Rotatable Antenna-Enabled Satellite Communication: Joint Design of Boresight Alignment and Beam Tracking

2026-06-01Information Theory

Information Theory
AI summary

The authors address the problem of signal misalignment in low Earth orbit satellites caused by their fast movement. They propose using antennas that can rotate to keep signals properly aligned between satellites and ground stations. This approach allows better communication by adjusting the antenna direction dynamically, improving signal strength without heavy computation. They also design a method to track and update antenna positions efficiently as the satellite moves. Simulations show this method works better than fixed antenna setups, especially when angles change quickly.

Low Earth Orbit (LEO)rotatable antennabeamformingline-of-sight (LoS) channelantenna boresightbeam trackingarray gainspatial degree of freedomchannel estimation
Authors
Tiantian Ma, Beixiong Zheng, Changsheng You, Ruiqi Liu, Robert Schober
Abstract
Low Earth orbit (LEO) satellite links experience rapid angular variation due to high orbital velocities, which causes severe beam misalignment and array gain degradation under conventional fixed-antenna architectures. In this letter, we propose a rotatable antenna (RA)-enabled LEO communication framework, where RA arrays are deployed at both the satellite and the ground node (GN) to exploit antenna boresight reconfiguration as an additional spatial degree-of-freedom (DoF) for maintaining directional alignment under high mobility. By leveraging the rank-one line-of-sight (LoS) channel structure inherent to satellite links, we derive closed-form solutions for the joint design of the transmit/receive beamforming and antenna boresight directions, revealing that optimal performance can be achieved via decoupled alignment across antennas with low computational complexity. To enable practical operation under dynamic conditions, we further develop a channel estimation and beam tracking protocol that exploits the predictable satellite orbit to continuously update boresight directions with low training overhead. Simulation results demonstrate that the proposed RA-enabled design significantly outperforms fixed and random boresight baselines in terms of achievable rate and robustness to angular variations, highlighting the effectiveness of rotational spatial reconfiguration in high-mobility satellite communications.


Could you print all the entries below exactly as they appear, omitting the pictures?
****************
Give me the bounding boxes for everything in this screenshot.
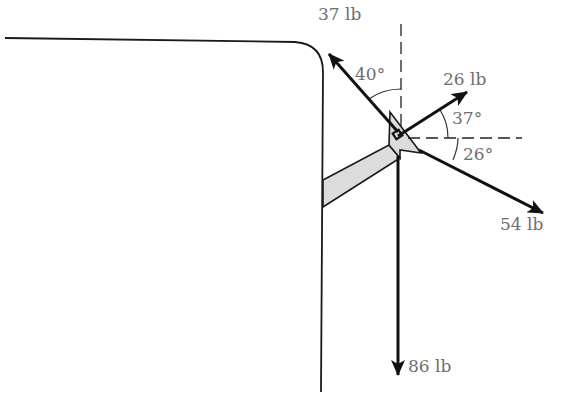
bracket-bar <box>323 145 400 207</box>
force-label-26lb: 26 lb <box>443 69 486 89</box>
angle-label-40: 40° <box>355 64 385 84</box>
force-label-86lb: 86 lb <box>408 356 451 376</box>
wall-outline <box>5 38 323 392</box>
force-label-37lb: 37 lb <box>318 4 361 24</box>
angle-label-26: 26° <box>463 144 493 164</box>
force-label-54lb: 54 lb <box>500 214 543 234</box>
angle-arc-26 <box>453 138 458 160</box>
angle-label-37: 37° <box>452 108 482 128</box>
angle-arc-37 <box>440 110 448 138</box>
force-diagram: 37 lb 40° 26 lb 37° 26° 54 lb 86 lb <box>0 0 572 406</box>
angle-arc-40 <box>369 89 401 99</box>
****************
■ **Written solution**:
Give me the bounding boxes for everything in this screenshot.
bracket-bar <box>323 145 400 207</box>
force-label-26lb: 26 lb <box>443 69 486 89</box>
angle-label-40: 40° <box>355 64 385 84</box>
force-label-86lb: 86 lb <box>408 356 451 376</box>
wall-outline <box>5 38 323 392</box>
force-label-37lb: 37 lb <box>318 4 361 24</box>
angle-label-26: 26° <box>463 144 493 164</box>
force-label-54lb: 54 lb <box>500 214 543 234</box>
angle-arc-26 <box>453 138 458 160</box>
angle-label-37: 37° <box>452 108 482 128</box>
angle-arc-37 <box>440 110 448 138</box>
force-diagram: 37 lb 40° 26 lb 37° 26° 54 lb 86 lb <box>0 0 572 406</box>
angle-arc-40 <box>369 89 401 99</box>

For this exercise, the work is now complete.